The overall task of this paper is to elaborate a typology of the forms of labour that are needed for the production, circulation and use of digital media. First, we introduce a cultural-materialist perspective on theorising digital labour. Second, we discuss the relevance of Marx’s concept of the mode of production for the analysis of digital labour. Third, we introduce a typology of the dimensions of working conditions. Fourth, based on the preceding sections we present a digital labour analysis toolbox. Finally, we draw some conclusions. We engage with the question what labour is, how it differs from work, which basic dimensions it has and how these dimensions can be used for defining digital labour. We introduce the theoretical notion of the mode of production as analytical tool for conceptualizing digital labour. Modes of production are dialectical units of relations of production and productive forces. Relations of production are the basic social relations that shape the economy. Productive forces are a combination of labour power, objects and instruments of work in a work process, in which new products are created. We have a deeper look at dimensions of the work process and the conditions under which it takes place. We present a typology that identifies dimensions of working conditions. It is a general typology that can be used for the analysis of any production process.


2020 ◽  
Vol 21 (1) ◽  
pp. 1
Author(s):  
D.I Ansusa Putra

<p><em>Dajjal appearance discussion in the last decade has been the trending among Muslim. There are massive search for religious doctrines text on Dajjal in digital media. This is oriented towards certain views about the world, social and cultural conditions, political project, political subjectivity, attitudes, and practice or competence. The behavior affects social-political life through the contextualization of hadith about Dajjal. This study aims to obtain a complete picture of digital media behavior in understanding religious doctrines related to  Fitna of Dajjal among Muslims. This article combines Muslim theory of Cosmopolitanism Khairuddin Aljunied and living hadith approach, supported by data from google trend search throughout 2019. The results showed that there were four digital behaviors of Indonesian Muslim related to Dajjal hadith, first, searching instantaneously; second, reviewing from internet; third, joining the contextualisation discussion; and fourth, liking the personalization and illustration. The most frequently sought topic is about the prayer to be protected from Fitna of Dajjal. In addition, the study also tried to prove that this digital behavior is formed massively because of supply and demand pattern.
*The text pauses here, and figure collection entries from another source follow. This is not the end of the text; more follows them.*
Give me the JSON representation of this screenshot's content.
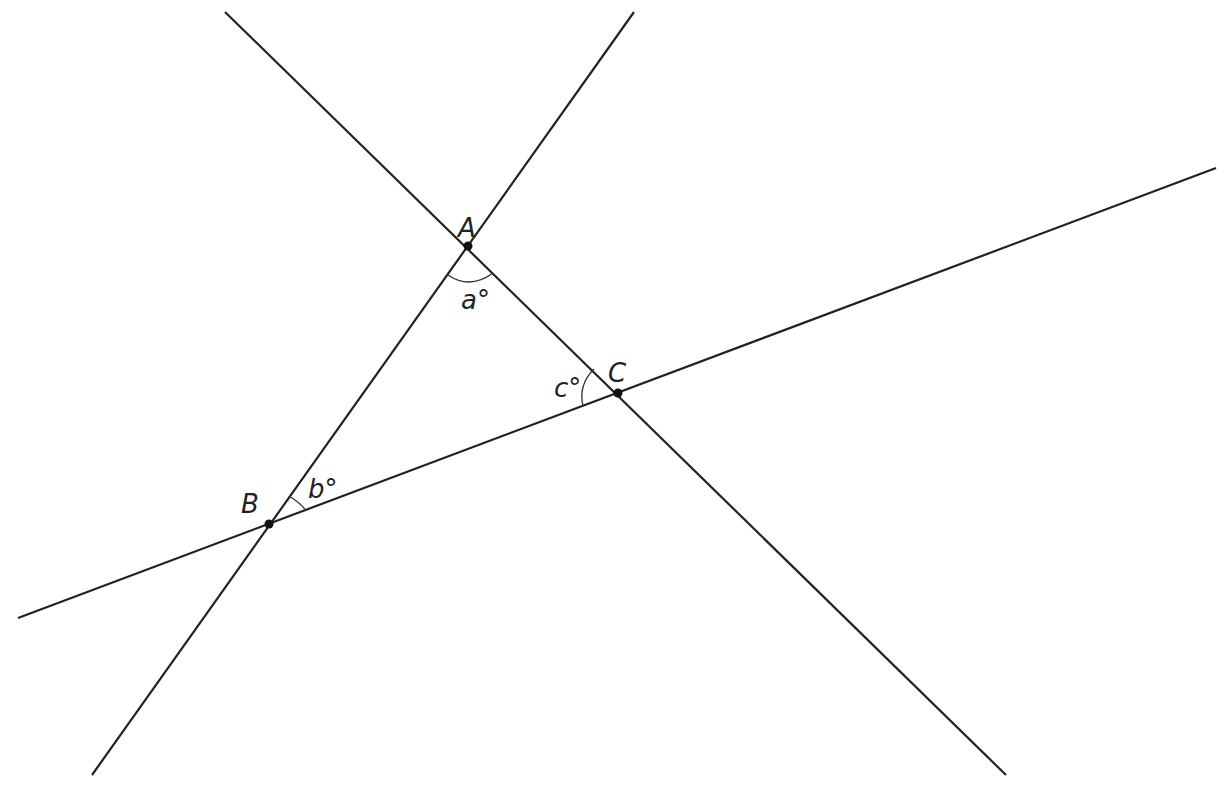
{
  "diagram": {
    "points": [
      {
        "id": "A",
        "label": "A",
        "x": 468,
        "y": 246
      },
      {
        "id": "B",
        "label": "B",
        "x": 269,
        "y": 524
      },
      {
        "id": "C",
        "label": "C",
        "x": 618,
        "y": 393
      }
    ],
    "angles": [
      {
        "vertex": "A",
        "label": "a°"
      },
      {
        "vertex": "B",
        "label": "b°"
      },
      {
        "vertex": "C",
        "label": "c°"
      }
    ],
    "lines": [
      {
        "name": "line-AB",
        "x1": 634,
        "y1": 12,
        "x2": 92,
        "y2": 775
      },
      {
        "name": "line-AC",
        "x1": 225,
        "y1": 12,
        "x2": 1006,
        "y2": 775
      },
      {
        "name": "line-BC",
        "x1": 18,
        "y1": 618,
        "x2": 1216,
        "y2": 168
      }
    ]
  }
}
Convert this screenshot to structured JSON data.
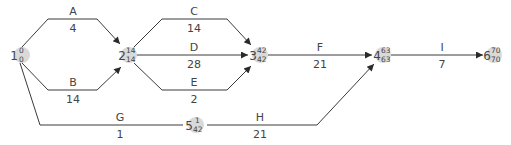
{
  "diagram": {
    "type": "activity-on-arrow network",
    "colors": {
      "edge": "#3a3a3a",
      "node_fill": "#d9d9d9",
      "text": "#444444"
    },
    "nodes": [
      {
        "id": "1",
        "early": "0",
        "late": "0"
      },
      {
        "id": "2",
        "early": "14",
        "late": "14"
      },
      {
        "id": "3",
        "early": "42",
        "late": "42"
      },
      {
        "id": "4",
        "early": "63",
        "late": "63"
      },
      {
        "id": "5",
        "early": "1",
        "late": "42"
      },
      {
        "id": "6",
        "early": "70",
        "late": "70"
      }
    ],
    "activities": [
      {
        "name": "A",
        "duration": "4",
        "from": "1",
        "to": "2"
      },
      {
        "name": "B",
        "duration": "14",
        "from": "1",
        "to": "2"
      },
      {
        "name": "C",
        "duration": "14",
        "from": "2",
        "to": "3"
      },
      {
        "name": "D",
        "duration": "28",
        "from": "2",
        "to": "3"
      },
      {
        "name": "E",
        "duration": "2",
        "from": "2",
        "to": "3"
      },
      {
        "name": "F",
        "duration": "21",
        "from": "3",
        "to": "4"
      },
      {
        "name": "G",
        "duration": "1",
        "from": "1",
        "to": "5"
      },
      {
        "name": "H",
        "duration": "21",
        "from": "5",
        "to": "4"
      },
      {
        "name": "I",
        "duration": "7",
        "from": "4",
        "to": "6"
      }
    ]
  }
}
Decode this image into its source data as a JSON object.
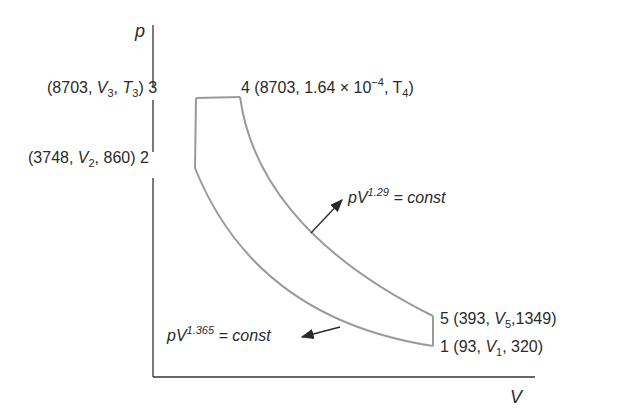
{
  "axes": {
    "y_label": "p",
    "x_label": "V"
  },
  "points": {
    "p3": {
      "number": "3",
      "pressure": "8703",
      "volume": "V",
      "volume_sub": "3",
      "temp": "T",
      "temp_sub": "3"
    },
    "p4": {
      "number": "4",
      "pressure": "8703",
      "volume": "1.64 × 10",
      "volume_exp": "−4",
      "temp": "T",
      "temp_sub": "4"
    },
    "p2": {
      "number": "2",
      "pressure": "3748",
      "volume": "V",
      "volume_sub": "2",
      "temp": "860"
    },
    "p5": {
      "number": "5",
      "pressure": "393",
      "volume": "V",
      "volume_sub": "5",
      "temp": "1349"
    },
    "p1": {
      "number": "1",
      "pressure": "93",
      "volume": "V",
      "volume_sub": "1",
      "temp": "320"
    }
  },
  "annotations": {
    "expansion": {
      "base": "pV",
      "exponent": "1.29",
      "rhs": "= const"
    },
    "compression": {
      "base": "pV",
      "exponent": "1.365",
      "rhs": "= const"
    }
  },
  "colors": {
    "cycle_line": "#9a9a9a",
    "axis_line": "#333333",
    "text": "#2a2a2a"
  }
}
It means that there are groups producing Dajjal hadith in public sphere regularly since they are supported by the many interests of consumers.</em></p>


2021 ◽  
Vol 10 (1) ◽  
pp. 94-115
Author(s):  
Gabriel Menotti

In the mid-2010s, a number of renowned museums and galleries across the world held retrospective exhibitions positioning digital arts within western art history. While inscribing some techno-aesthetic forms and behaviours into the contemporary arts institution, these exhibitions nevertheless cemented the exclusion of others. By examining the role and shortcomings of curatorial practices in this process, this article seeks to frame curating as an art of inclusion able to carve institutional and epistemic space for otherness. In doing so, I argue for the relevance of devices for noticing, defined as a range of tactics that enable the apprehension of digital vernaculars – everyday, ‘lower’ expressions of digital media culture – within institutional sites and discourses. Through these tactics, curators may provoke under-represented cultural actors, forms and behaviours into recognition, reverse the violence of institutional occlusion, and fertilize art histories.